At the beginning of the 1960s, the Westinghouse Electric Corporation was the fourteenth largest industrial corporation in America producing a wide range of electronics for nuclear power stations, public transportation and the home. The growing global presence and extensive catalogue which amounted to over 300,000 product lines across sixty divisions, meant that a new and more ‘conscious’ design policy be introduced to maintain a consistent image throughout the corporation and across all the industries it operated within.
In 1960, the architect and industrial designer Eliot Noyes was hired as consultant director of design at Westinghouse. His duty was to help shape the philosophy of the corporation through a new and ‘long-range’ design program. Titled ‘Image by Design’, this was to be an ongoing study of the Westinghouse image during an era of continuous development and growth, and sought to convey ‘excellence in all things’.
Further, the design program would need deliver an authentic expression of the company as a whole; demonstrative of quality and performance; and give it a contemporary appearance to give the impression of an ‘advanced’ corporation. Noyes commissioned renowned graphic designer Paul Rand (IBM) (with whom he previously had worked with to develop IBM’s logo and design policy) to coordinate Westinghouse’s visual identity.
Continue reading to discover how Rand evolved what came before, and created a system of logo, type and colour that would unify and formalise all aspects of Westinghouse’s corporate communications, and see this in action across a range of examples.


→ **Task statement**: Below are some lines of data. Return all of them as they are.

→ **Recorded data**:
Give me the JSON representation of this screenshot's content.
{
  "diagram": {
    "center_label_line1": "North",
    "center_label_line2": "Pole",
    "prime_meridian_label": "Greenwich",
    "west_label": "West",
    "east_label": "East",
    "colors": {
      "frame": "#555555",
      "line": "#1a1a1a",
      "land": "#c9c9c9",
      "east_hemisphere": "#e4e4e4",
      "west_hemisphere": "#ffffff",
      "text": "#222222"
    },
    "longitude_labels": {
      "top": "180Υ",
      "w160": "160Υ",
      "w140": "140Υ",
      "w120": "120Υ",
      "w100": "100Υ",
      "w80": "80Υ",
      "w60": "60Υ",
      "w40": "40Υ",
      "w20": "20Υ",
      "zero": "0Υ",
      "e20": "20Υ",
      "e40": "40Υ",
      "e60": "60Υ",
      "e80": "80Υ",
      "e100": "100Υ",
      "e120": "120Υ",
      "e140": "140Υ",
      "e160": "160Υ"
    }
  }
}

→ **Reply**:
Give me the JSON representation of this screenshot's content.
{
  "diagram": {
    "center_label_line1": "North",
    "center_label_line2": "Pole",
    "prime_meridian_label": "Greenwich",
    "west_label": "West",
    "east_label": "East",
    "colors": {
      "frame": "#555555",
      "line": "#1a1a1a",
      "land": "#c9c9c9",
      "east_hemisphere": "#e4e4e4",
      "west_hemisphere": "#ffffff",
      "text": "#222222"
    },
    "longitude_labels": {
      "top": "180Υ",
      "w160": "160Υ",
      "w140": "140Υ",
      "w120": "120Υ",
      "w100": "100Υ",
      "w80": "80Υ",
      "w60": "60Υ",
      "w40": "40Υ",
      "w20": "20Υ",
      "zero": "0Υ",
      "e20": "20Υ",
      "e40": "40Υ",
      "e60": "60Υ",
      "e80": "80Υ",
      "e100": "100Υ",
      "e120": "120Υ",
      "e140": "140Υ",
      "e160": "160Υ"
    }
  }
}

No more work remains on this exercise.